Combined medical scans used to predict heart attack risk

Positron emission tomography (PET) technology combined with computed tomography (CT) technology could help doctors to predict a patient's risk of having a heart attack with more accuracy, according to a study published this week in the Journal of the American College of Cardiology.

The key to the combination, according to lead study author Marc Dweck, M.D., and his colleagues, is differentiating between older calcified plaque in a patient's coronary arteries and plaque in the process of calcifying. A CT scan can show the overall amount of hardened plaque in a patient, but can't distinguish the old from the new.

A PET scan, with the help of a specific tracer--a set of molecules that appears on certain imaging scans--can make that distinction, though. According to the researchers, 18F-sodium fluoride is a molecule that sticks to cells where active calcification is present.
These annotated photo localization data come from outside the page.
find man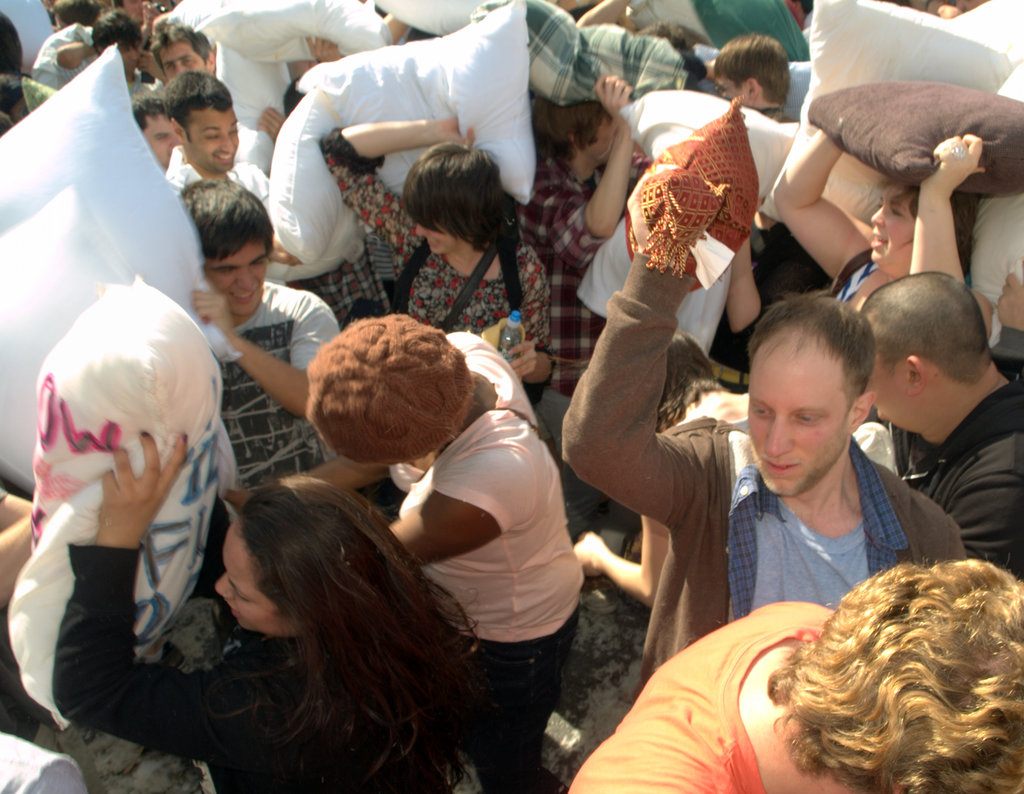
box=[168, 63, 303, 282]
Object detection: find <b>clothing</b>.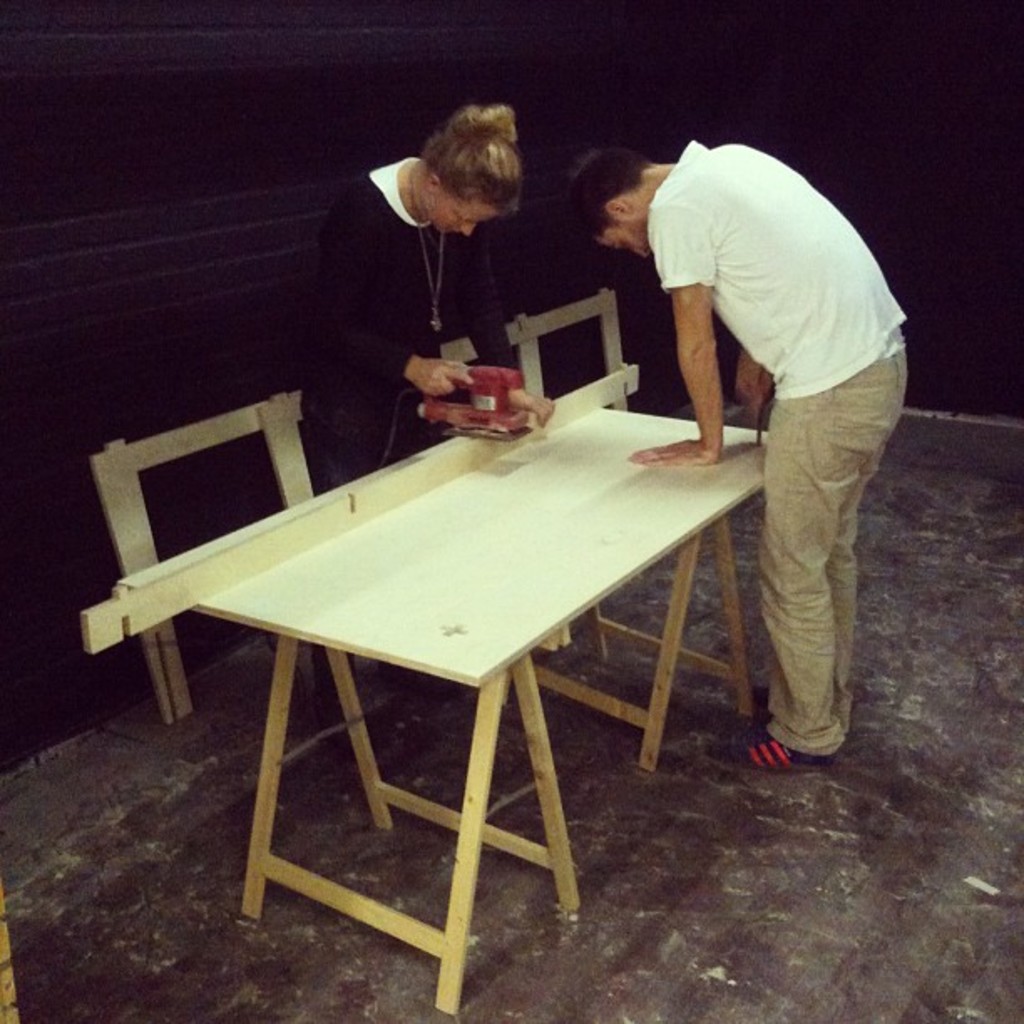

After running an 18F-sodium fluoride tracer through a patient, a PET scan can display the results.

Dweck and his team found increased 18F-sodium fluoride activity occurring in the coronary artery plaques for patients considered more high risk with regard to cardiovascular disease. Overall, 119 volunteers participated in the study.

According to Dweck, the combo-image scan method has potential, but isn't ready for prime time just yet.

"If we can identify patients at high risk of a heart attack earlier," he said in an announcement, "we can then use intensive drug treatments, and perhaps procedures such as stents, to reduce the chances of them having a heart attack."